Both men said they’re worried about providing for their families and being allowed to stay in the U.S. They say it’s impossible to return to Cambodia, a single-party state hostile to independent media where they fear being persecuted for their journalistic work.

The administration has been dismantling or slashing the size of federal agencies, leading tens of thousands of government workers and contractors to be fired or put on leave. But the targeting of the U.S. Agency for Global Media,

whose decades-old networks aim to extend American influence abroad, means journalists who have defied authoritarian regimes to help fulfill a U.S. mission of delivering pro-democracy programming could be deported and face harassment and persecution in their homelands.

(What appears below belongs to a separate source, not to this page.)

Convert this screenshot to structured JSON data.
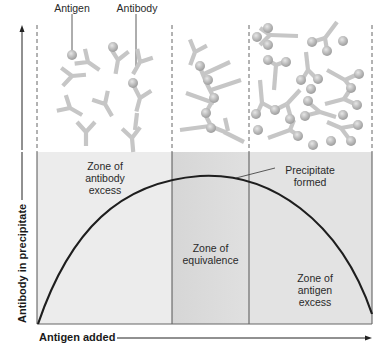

Eleven journalists associated with the U.S.-funded media outlets are behind bars overseas, including RFA’s Shin Daewe, who is serving 15 years in Myanmar on a charge of supporting terrorism.

At least 84 U.S. Agency for Global Media, or USAGM, journalists in the United States on work visas could face deportation, including at least 23 “at serious risk of being immediately arrested upon arrival and potentially imprisoned,” according to the advocacy group Reporters Without Borders and a coalition of 36 human rights organizations.

“It is outrageous that these journalists, who risk their lives to expose the extent of repression in their home countries, might be completely abandoned,” said Thibaut Bruttin, director general of Reporters Without Borders.